But Fain also put his heart and soul into trying to elect Kamala Harris president, because the partisan stakes have never been higher than they were in 2024. Unlike Obama, Biden lent stronger support to labor than any president since Harry Truman (possibly to a fault in halting Nippon Steel’s purchase of U.S. Steel on dubious national-security grounds). Trump, despite enjoying strong working-class support, had an unusually dismal record on labor during his first administration, even for a Republican, and of course he made it personal, saying, for instance, that then-AFL-CIO President Richard Trumka “represented his union poorly…. It is easy to see why unions are doing so poorly.” (For the record, the AFL-CIO is not a union, it’s a federation of 61 unions.)

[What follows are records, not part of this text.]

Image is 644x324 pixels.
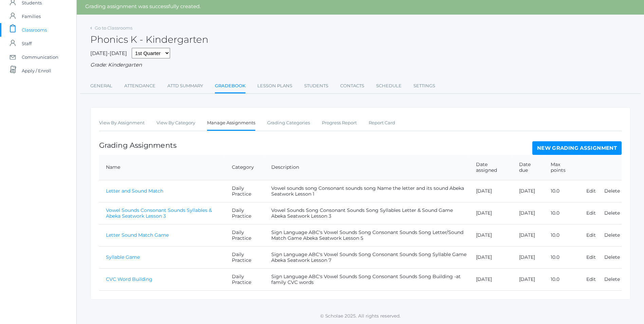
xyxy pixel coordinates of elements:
[264,202,469,224] td: Vowel Sounds Song Consonant Sounds Song Syllables Letter & Sound Game Abeka Seatwork Lesson 3
[99,155,225,181] th: Name
[124,79,155,93] a: Attendance
[106,232,169,238] a: Letter Sound Match Game
[604,276,619,282] a: Delete
[264,155,469,181] th: Description
[21,23,47,36] span: Classrooms
[167,79,203,93] a: Attd Summary
[414,79,435,93] a: Settings
[543,246,579,268] td: 10.0
[264,246,469,268] td: Sign Language ABC's Vowel Sounds Song Consonant Sounds Song Syllable Game Abeka Seatwork Lesson 7
[469,246,512,268] td: [DATE]
[264,224,469,246] td: Sign Language ABC's Vowel Sounds Song Consonant Sounds Song Letter/Sound Match Game Abeka Seatwor...
[106,207,212,219] a: Vowel Sounds Consonant Sounds Syllables & Abeka Seatwork Lesson 3
[90,61,630,69] div: Grade: Kindergarten
[322,116,356,130] a: Progress Report
[264,268,469,290] td: Sign Language ABC's Vowel Sounds Song Consonant Sounds Song Building -at family CVC words
[215,79,245,93] a: Gradebook
[532,141,621,155] a: New Grading Assignment
[95,25,132,31] a: Go to Classrooms
[267,116,310,130] a: Grading Categories
[586,254,595,260] a: Edit
[90,79,112,93] a: General
[543,155,579,181] th: Max points
[469,202,512,224] td: [DATE]
[512,224,543,246] td: [DATE]
[90,34,208,45] h2: Phonics K - Kindergarten
[512,246,543,268] td: [DATE]
[225,202,264,224] td: Daily Practice
[604,232,619,238] a: Delete
[225,155,264,181] th: Category
[469,180,512,202] td: [DATE]
[340,79,364,93] a: Contacts
[225,246,264,268] td: Daily Practice
[543,202,579,224] td: 10.0
[225,180,264,202] td: Daily Practice
[106,254,140,260] a: Syllable Game
[469,268,512,290] td: [DATE]
[106,188,163,193] a: Letter and Sound Match
[90,50,127,56] span: [DATE]-[DATE]
[604,254,619,260] a: Delete
[376,79,401,93] a: Schedule
[304,79,328,93] a: Students
[604,210,619,216] a: Delete
[369,116,395,130] a: Report Card
[225,224,264,246] td: Daily Practice
[512,180,543,202] td: [DATE]
[257,79,292,93] a: Lesson Plans
[469,155,512,181] th: Date assigned
[156,116,195,130] a: View By Category
[264,180,469,202] td: Vowel sounds song Consonant sounds song Name the letter and its sound Abeka Seatwork Lesson 1
[21,64,51,77] span: Apply / Enroll
[543,268,579,290] td: 10.0
[512,155,543,181] th: Date due
[21,36,32,50] span: Staff
[543,224,579,246] td: 10.0
[207,116,255,131] a: Manage Assignments
[99,116,145,130] a: View By Assignment
[543,180,579,202] td: 10.0
[99,141,177,149] h1: Grading Assignments
[106,276,153,282] a: CVC Word Building
[512,268,543,290] td: [DATE]
[469,224,512,246] td: [DATE]
[21,10,41,23] span: Families
[586,210,595,216] a: Edit
[21,50,58,64] span: Communication
[604,188,619,193] a: Delete
[77,312,644,319] p: © Scholae 2025. All rights reserved.
[586,232,595,238] a: Edit
[586,276,595,282] a: Edit
[512,202,543,224] td: [DATE]
[586,188,595,193] a: Edit
[225,268,264,290] td: Daily Practice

One labor leader for whom Trump maintains a soft spot is Harold Daggett, the president of the ILA. Daggett is a Trump fan even though it’s virtually certain that had Trump been president during the October dock strike he would have used his powers under the Taft-Hartley law to halt it—something Biden refused to do. Daggett kept his union neutral in the presidential race, which (like Teamsters President Sean O’Brien’s same move after he was invited to speak at the Republican convention) amounted to a sotto voce Trump endorsement. Trump rewarded Daggett by endorsing Daggett’s anti-automation stance in contract negotiations. Now Daggett is saying Trump “gets full credit” for averting the second dockworkers’ strike.
That’s a bald-faced lie. The truth is that the Biden administration, in hammering out an agreement, averted the dockworkers’ threat to go out on strike a second time on January 16, four days before Trump’s inauguration. It wouldn’t astonish me to learn that Trump’s team told Daggett that if he didn’t credit Trump then Trump would denounce the deal as yet another Biden sellout, killing Daggett’s chances of securing the necessary ratification from ILA’s rank and file. I have no evidence that this happened, but we all know Trump routinely stoops that low. Since National Economic Council director Lael Brainard, Acting Labor Secretary Julie Su, and Transportation Secretary Pete Buttigieg, who played a central role in hammering out the maritime deal, don’t likely feel at liberty to say the following to Trump, allow me to say it for them. You’re welcome, asshole.